Thus the germs of all his latest works lie in this unjustly neglected and despised play, which has suffered under a double disadvantage: it is not entirely Shakespeare's work, and in such portions of it as are his own there exist, in the dark shadow cast by her hideous surroundings about Marina, traces of that gloomy mood from which he was but just emerging. But for all that, whether we look upon it as a contribution to Shakespeare's biography or as a poem, this beautiful and remarkable fragment, Pericles, is a work of the greatest interest.[3]
[1] The complete title runs thus:—"The late, and much admired Play, called Pericles, Prince of Tyre, with the true Relation of the whole History, adventures, and fortunes of the said Prince: As also, The no lesse strange and worthy accidents, in the Birth and Life of his Daughter MARIANA. As it hath been diuers and sundry times acted by his Maiesties Seruants, at the Globe on the Bancside. By William Shakespeare. Imprinted at London for Henry Gosson, and are to be sold at the Signe of the Sunne in Paternoster Row. 1609."
[2]The Triar Table determines their order thus:—
| Troilus and Cressida | 1606-7 |
| Antony and Cleopatra | 1606-7 |
| Coriolanus | 1607-8 |
| Timon of Athens. | 1607-8 |
[3] Delius: Ueber Shakespeare's Pericles, Prince of Tyre. Jahrbuch der deutschen Shakespeare-Gesellschaft, iii. 175-205; F. G. Fleay: On the Play of Pericles. The New Shakspere Society's Transactions, 1874, 195-254; Swinburne: A Study of Shakespeare, p. 206; Gervinus: Shakespeare, vol. i. 187, and Elze: Shakespeare, p. 409, still believe Pericles to be a work of Shakespeare's youth.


*Assignment*: Look through the data for the string "stub". Copy every line where it is found.

╭─ Data provided

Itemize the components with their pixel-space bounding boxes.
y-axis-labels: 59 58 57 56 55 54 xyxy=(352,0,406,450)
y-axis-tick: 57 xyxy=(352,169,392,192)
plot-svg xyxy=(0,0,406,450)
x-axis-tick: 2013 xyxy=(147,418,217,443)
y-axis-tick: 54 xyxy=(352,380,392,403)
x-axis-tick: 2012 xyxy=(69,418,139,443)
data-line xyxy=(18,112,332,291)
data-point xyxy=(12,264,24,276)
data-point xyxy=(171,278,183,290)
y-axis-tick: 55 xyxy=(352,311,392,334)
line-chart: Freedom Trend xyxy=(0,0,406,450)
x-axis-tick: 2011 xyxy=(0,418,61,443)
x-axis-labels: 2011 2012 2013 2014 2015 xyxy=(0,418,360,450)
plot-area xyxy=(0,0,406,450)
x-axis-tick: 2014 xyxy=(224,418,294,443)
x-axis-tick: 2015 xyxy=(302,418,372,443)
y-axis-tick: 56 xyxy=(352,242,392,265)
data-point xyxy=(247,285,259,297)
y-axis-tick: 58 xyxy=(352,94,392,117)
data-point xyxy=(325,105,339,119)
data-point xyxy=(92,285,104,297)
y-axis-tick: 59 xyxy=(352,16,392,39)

╰─
╭─ Data provided

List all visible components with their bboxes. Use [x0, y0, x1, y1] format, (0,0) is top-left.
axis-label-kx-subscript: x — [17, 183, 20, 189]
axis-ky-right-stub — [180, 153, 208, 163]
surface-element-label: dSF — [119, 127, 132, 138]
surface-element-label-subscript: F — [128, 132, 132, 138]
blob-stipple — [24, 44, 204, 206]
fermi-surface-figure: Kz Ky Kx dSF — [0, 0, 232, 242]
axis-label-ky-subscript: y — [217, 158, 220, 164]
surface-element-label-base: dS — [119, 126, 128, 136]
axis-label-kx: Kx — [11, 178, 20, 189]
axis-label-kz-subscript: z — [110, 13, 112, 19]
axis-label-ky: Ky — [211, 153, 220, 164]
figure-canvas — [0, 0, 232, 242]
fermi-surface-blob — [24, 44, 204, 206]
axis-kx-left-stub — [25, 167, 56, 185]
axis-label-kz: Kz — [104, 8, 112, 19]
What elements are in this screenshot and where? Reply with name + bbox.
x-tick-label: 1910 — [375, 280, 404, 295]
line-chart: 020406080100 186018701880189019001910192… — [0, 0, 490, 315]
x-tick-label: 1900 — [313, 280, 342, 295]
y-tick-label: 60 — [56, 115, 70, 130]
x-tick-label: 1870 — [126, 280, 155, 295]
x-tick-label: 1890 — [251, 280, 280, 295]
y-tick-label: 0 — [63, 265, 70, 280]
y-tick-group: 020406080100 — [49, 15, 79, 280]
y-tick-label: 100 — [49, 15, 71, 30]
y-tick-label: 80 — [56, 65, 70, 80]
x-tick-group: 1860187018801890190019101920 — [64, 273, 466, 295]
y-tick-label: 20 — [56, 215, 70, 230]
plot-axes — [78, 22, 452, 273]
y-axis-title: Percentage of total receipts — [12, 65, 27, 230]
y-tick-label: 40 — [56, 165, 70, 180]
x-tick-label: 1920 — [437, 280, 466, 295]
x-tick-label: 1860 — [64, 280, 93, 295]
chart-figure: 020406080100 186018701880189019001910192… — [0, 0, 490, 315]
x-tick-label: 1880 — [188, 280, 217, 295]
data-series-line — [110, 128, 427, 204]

╰─

*Answer box*:
axis-ky-right-stub — [180, 153, 208, 163]
axis-kx-left-stub — [25, 167, 56, 185]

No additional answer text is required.